Trevor Stephenson’s restored 1855 Bösendorfer piano is a time-travel gateway that reveals forgotten secrets
Having finally fallen under the spell of Trevor Stephenson’s beguiling preconcert lectures and the compelling results of his musicianship in the recent Messiah performance by his Madison Bach Musicians, there was no way I was going to miss his lecture/recital featuring a newly restored 1855 Bösendorfer piano.
Arriving at the parking lot of the First Unitarian Society ten minutes before the preconcert lecture I discovered the lot full, and after parking a couple of blocks away entered to find the Landmark Auditorium nearly filled by 300 or more auditors. The electricity in the hall last Friday night was undeniable, and the lecture alone would have been worth the price of admission.
The tale of this unique instrument has its own twists and turns, but the gist of what gives this piano such a powerful attraction is this: it was one of the last keyboards to be built without the large metal plate used from the mid-19th century onward to secure and tension the strings of a piano. Bösendorfer died a few years after this #4233 was built, and soon after his passing his son converted over to the relatively new metal plate design. While much is gained in power, keeping the instrument in tune, and durability, the loss of transparency in the sound is incalculable. And if you also go back to a less than perfectly even tuning in use for over a century, then one can in effect enter a musical time machine and hear works by Beethoven, Chopin—and even composers who wrote after 1855—and experience them in a totally new way.
This was Stephenson’s plan, and in a program of Faure, Chopin, Beethoven, Brahms, Debussy, Schoenberg (!) and Schubert, at least one person went home feeling as though he had just soaked up one of the most impactful listening experiences of over a half-century of concert going.
The opening “Berceuse” of Faure was the original four-hands version from the composer’s “Dolly Suite,” Stephenson being ably partnered by Timothy Mueller. Available in any instrumental or orchestral version one wishes, the gently melody tinkled as if from a music box.
Perhaps more intriguing was a pair of Chopin nocturnes, first the Op. posthumous in C-sharp minor (an early work) and the D-flat, Op. 27, No. 2. Stephenson had explained that earlier patterns of tuning (despite being about a century after Bach’s famous “Well-tempered Clavier”) started by making C Major the most “purely” tuned key, and the farther away one gets by adding many sharps or flats, the more ambiguous the intervallic relationships become. The result in these Chopin works was to hear the pieces as if light was being viewed through a different kind of prism.
A stark and fascinating contrast then to hear Beethoven’s Sonata No. 21in C Major, Op 53, “Waldstein.” Beethoven would not have even had access to a keyboard as strong and wonderful as the 1855 Bösendorfer before he died in 1827, but to hear the celestial theme of the finale, all C Major glow and seeming to float off the keys, was to gain a new glimpse into what the near-deaf composer may have heard in his inner ear.
It was not surprising to find Debussy’s early Suite Bergamasque well suited to a piano that was already a near-antique when the Frenchman’s early opus presaged the onset of Impressionism. “Clair de Lune,” the third movement of the suite, could hardly have emerged any more limpid.
One could genuinely question why Stephenson would even think of playing Schoenberg on such a piano, but the explanation was cogent. The “Six Little Piano Pieces,” Op. 19 predate the Viennese master’s codification of twelve-tone writing, but atonal they are. Stephenson said that he wanted to see what would happen, and the answer for him was that the 1885 keyboard does a great job “of fighting against what Schoenberg was trying to do; modern pianos too easily give him what he was looking for.” Given the brevity of the works (scarcely ten minutes in all, if that), it was a worthy curiosity.
But better still to go back to Schubert, and his “Moment Musicaux No. 6”; another minor miracle, like seeing a great old painting with all the years of dirt removed. The encore was too short, but could scarcely have been sweeter, the “Gymnopedies No. 1” of Satie. One left hoping for not more encores, but a whole new programmatic excursion on this instrument. Happily, Stephenson had mentioned that recording on his “new” piano is definitely in the works.
Wow! Great article on a fascinating musical experience!!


*EXERCISE REQUIREMENTS:* Every line with the string "custom" should be copied from the data.

Stored entries:

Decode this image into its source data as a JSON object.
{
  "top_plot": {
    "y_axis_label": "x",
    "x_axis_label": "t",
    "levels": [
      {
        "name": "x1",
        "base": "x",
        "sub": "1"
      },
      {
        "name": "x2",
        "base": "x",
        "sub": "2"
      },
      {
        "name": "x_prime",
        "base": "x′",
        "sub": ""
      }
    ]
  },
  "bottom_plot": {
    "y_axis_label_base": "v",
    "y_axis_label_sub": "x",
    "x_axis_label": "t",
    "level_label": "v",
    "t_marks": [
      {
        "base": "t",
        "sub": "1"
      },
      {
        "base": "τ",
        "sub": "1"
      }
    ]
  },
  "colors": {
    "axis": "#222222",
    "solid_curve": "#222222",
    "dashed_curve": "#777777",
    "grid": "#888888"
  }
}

---

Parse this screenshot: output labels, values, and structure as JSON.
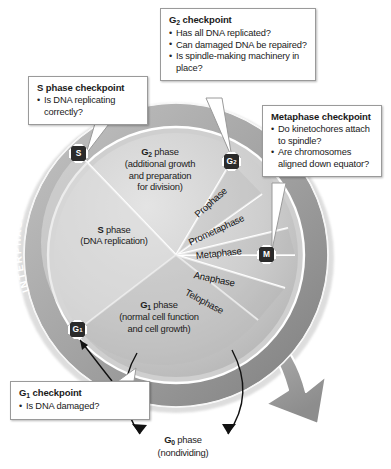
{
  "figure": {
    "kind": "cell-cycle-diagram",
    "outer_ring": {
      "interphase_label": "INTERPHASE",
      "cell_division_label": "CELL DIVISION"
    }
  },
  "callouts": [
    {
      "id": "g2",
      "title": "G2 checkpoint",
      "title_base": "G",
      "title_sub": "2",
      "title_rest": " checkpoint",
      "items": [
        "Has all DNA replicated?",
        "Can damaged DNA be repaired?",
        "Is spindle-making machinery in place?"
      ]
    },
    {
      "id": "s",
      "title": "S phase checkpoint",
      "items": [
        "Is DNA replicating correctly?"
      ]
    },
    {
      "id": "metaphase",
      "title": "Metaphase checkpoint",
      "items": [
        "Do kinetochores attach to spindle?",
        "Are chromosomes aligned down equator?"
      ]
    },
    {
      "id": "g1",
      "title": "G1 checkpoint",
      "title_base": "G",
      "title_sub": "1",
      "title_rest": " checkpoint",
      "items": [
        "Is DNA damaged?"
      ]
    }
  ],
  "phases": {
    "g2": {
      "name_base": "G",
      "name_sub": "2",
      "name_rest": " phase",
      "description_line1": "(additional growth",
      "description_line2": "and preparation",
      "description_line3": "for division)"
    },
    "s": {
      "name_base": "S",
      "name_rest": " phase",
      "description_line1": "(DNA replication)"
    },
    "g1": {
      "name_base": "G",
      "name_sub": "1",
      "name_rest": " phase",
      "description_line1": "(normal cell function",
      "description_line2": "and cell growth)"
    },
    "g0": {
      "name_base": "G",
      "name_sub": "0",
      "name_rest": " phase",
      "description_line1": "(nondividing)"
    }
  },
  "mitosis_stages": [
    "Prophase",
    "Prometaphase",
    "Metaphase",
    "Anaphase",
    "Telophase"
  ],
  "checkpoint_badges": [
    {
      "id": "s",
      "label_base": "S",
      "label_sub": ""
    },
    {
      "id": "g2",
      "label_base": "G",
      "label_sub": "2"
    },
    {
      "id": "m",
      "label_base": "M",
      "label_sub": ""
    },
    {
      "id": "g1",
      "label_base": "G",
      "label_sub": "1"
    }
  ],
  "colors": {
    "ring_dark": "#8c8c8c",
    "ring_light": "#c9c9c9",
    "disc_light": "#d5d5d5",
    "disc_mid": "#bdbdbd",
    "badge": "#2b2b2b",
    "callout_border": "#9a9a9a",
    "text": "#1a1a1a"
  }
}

* * *

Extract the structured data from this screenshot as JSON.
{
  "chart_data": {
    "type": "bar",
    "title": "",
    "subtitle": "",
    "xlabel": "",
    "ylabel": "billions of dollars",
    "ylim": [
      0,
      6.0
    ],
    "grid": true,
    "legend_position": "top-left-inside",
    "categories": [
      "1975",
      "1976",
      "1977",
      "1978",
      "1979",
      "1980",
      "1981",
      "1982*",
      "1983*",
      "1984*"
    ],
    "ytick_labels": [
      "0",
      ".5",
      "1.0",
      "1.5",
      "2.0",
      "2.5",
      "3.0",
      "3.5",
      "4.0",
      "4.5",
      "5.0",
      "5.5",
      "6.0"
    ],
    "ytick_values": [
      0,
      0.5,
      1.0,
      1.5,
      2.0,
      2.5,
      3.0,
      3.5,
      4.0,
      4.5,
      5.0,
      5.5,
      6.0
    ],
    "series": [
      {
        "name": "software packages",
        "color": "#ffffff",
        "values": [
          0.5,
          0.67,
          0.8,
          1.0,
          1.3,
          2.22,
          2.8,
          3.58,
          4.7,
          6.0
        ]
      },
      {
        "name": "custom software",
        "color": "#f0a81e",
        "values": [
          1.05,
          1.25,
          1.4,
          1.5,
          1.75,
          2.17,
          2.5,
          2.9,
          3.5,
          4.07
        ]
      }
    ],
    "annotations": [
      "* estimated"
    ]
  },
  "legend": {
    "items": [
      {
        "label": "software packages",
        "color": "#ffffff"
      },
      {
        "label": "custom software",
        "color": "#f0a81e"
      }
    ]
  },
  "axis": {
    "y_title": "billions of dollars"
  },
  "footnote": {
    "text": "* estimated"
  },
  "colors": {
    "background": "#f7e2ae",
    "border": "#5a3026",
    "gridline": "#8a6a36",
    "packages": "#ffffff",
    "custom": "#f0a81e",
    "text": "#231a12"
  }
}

*RESPONSE TO THE TASK:*
        "name": "custom software",
        "label": "custom software",
    "custom": "#f0a81e",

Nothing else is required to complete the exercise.